For project owners and developers, the workforce gap creates schedule risk that is distinct from—and compounds—materials cost uncertainty. Projects in electrically intensive categories, such as data centers, semiconductor fabs, and healthcare, should be assessed for realistic subcontractor bench depth, not just price. Early trade partner engagement and longer procurement timelines are becoming standard risk management tools.

For general contractors, the 2026 environment favors firms that can demonstrate self-perform capacity, strong apprenticeship pipelines, and stable subcontractor relationships. Firms entering competitive bid environments without locked subcontractor commitments face both pricing and schedule exposure.
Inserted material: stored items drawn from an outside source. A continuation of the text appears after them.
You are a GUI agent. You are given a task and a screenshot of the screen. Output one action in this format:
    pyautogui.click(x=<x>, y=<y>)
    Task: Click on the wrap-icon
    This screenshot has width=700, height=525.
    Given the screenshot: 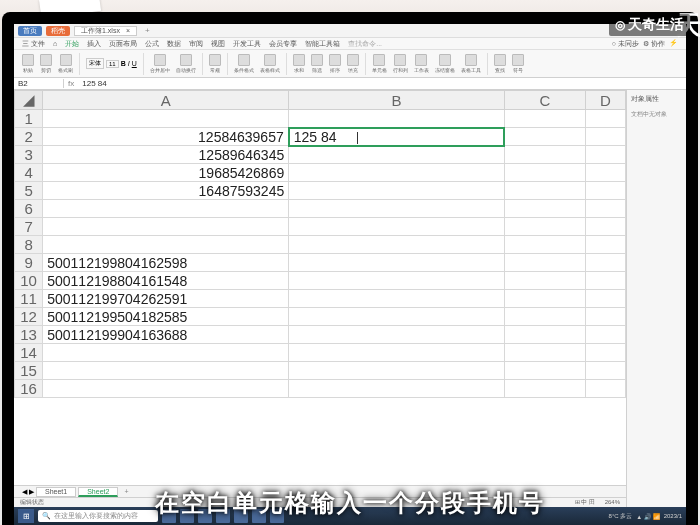 What is the action you would take?
    pyautogui.click(x=186, y=60)
    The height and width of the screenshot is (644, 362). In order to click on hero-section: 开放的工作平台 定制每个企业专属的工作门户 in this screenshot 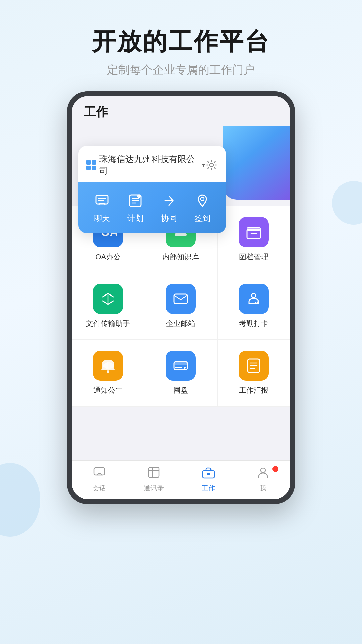, I will do `click(181, 39)`. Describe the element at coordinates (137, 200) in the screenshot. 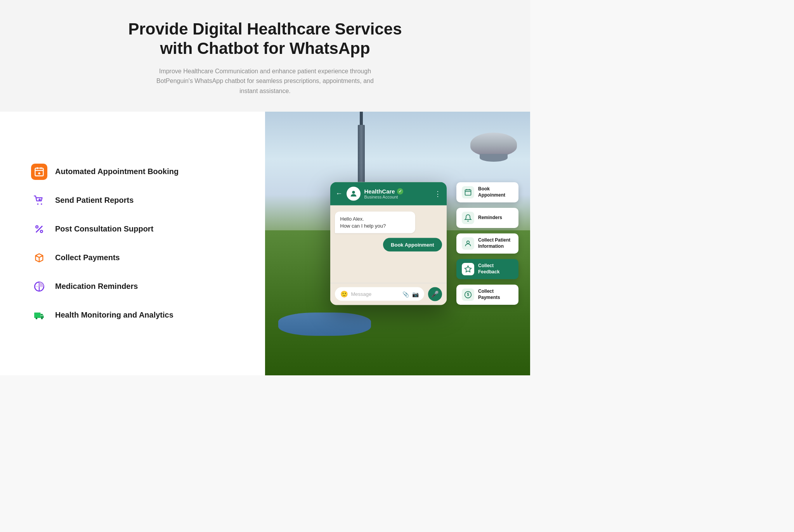

I see `feature-item-send-patient-reports: Send Patient Reports` at that location.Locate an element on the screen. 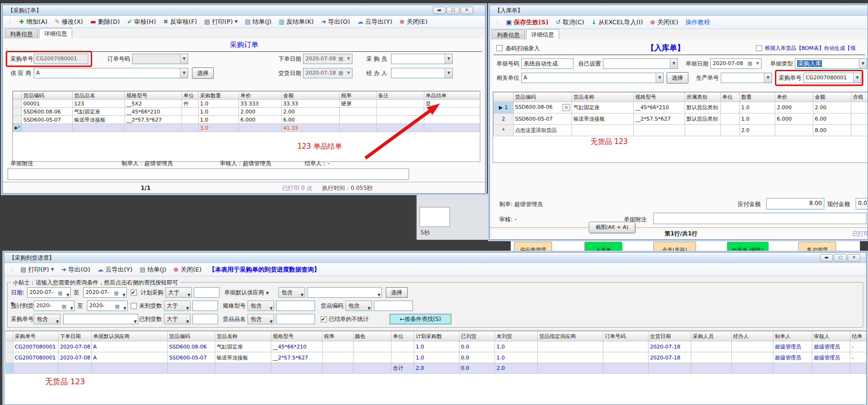 The width and height of the screenshot is (868, 405). excel-import-button: ↓从EXCEL导入(I) is located at coordinates (618, 22).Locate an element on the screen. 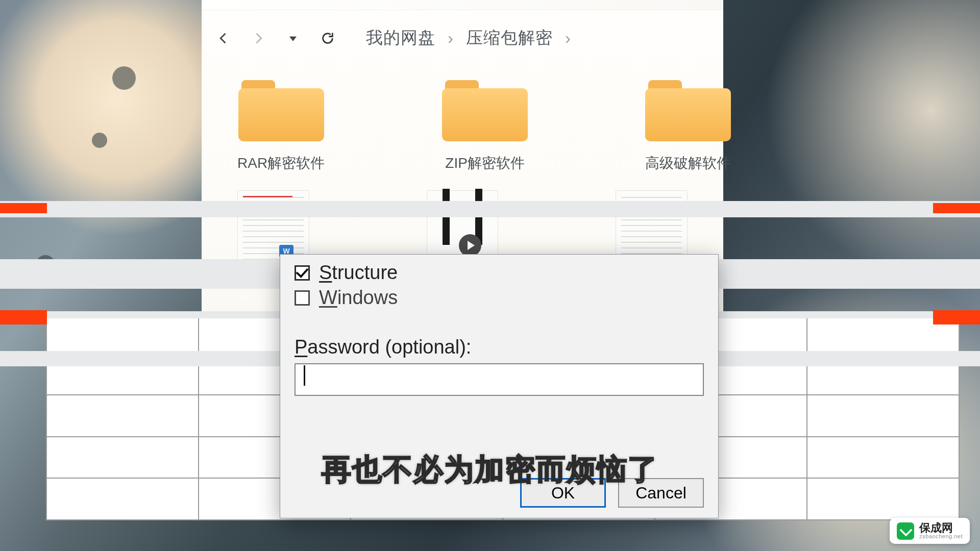 This screenshot has height=551, width=980. folder-label: RAR解密软件 is located at coordinates (281, 163).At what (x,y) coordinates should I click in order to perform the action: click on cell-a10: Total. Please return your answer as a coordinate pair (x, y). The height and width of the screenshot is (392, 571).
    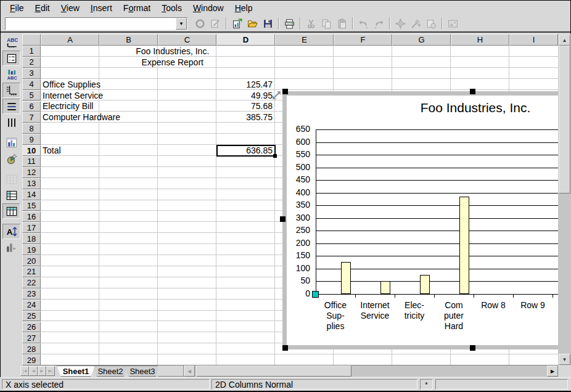
    Looking at the image, I should click on (52, 150).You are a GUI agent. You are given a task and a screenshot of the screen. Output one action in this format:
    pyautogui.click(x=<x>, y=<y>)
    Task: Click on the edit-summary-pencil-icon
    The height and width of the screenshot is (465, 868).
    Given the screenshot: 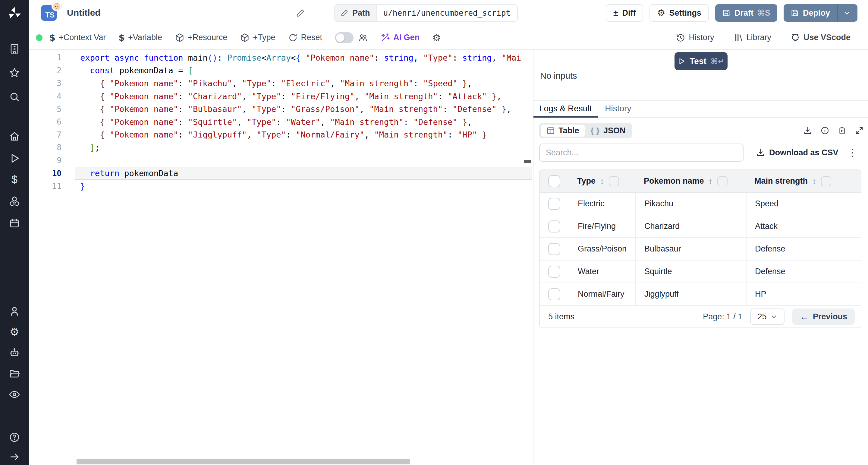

For workforce development programs, the ABC and AGC assessments point to three policy levers: a market-based temporary worker visa program for construction trades, expanded registered apprenticeship investment, and reskilling programs targeted at workers from contracting sectors such as retail construction.

What to Watch Next

The August BLS employment situation report will be the first to capture whether summer 2026 construction hiring has narrowed the equilibrium gap identified by ABC's model. Congressional action—or inaction—on a temporary construction-specific work visa program will shape the labor supply picture for 2027 and beyond, with ABC and AGC both making this a top legislative priority. Monthly BLS job openings and labor turnover survey (JOLTS) data for construction will be the most current indicator of how tightly the market is running month to month.

Bottom Line

The 349,000-worker gap ABC identifies for 2026 is not primarily about construction spending growth—it is a retirement and enforcement story. The industry is losing experienced workers to age and policy simultaneously, while demand from the most technically demanding project types is rising fastest. Firms that treat workforce development as a strategic function rather than a cost center are best positioned for the escalating competition for skilled labor in 2026 and 2027.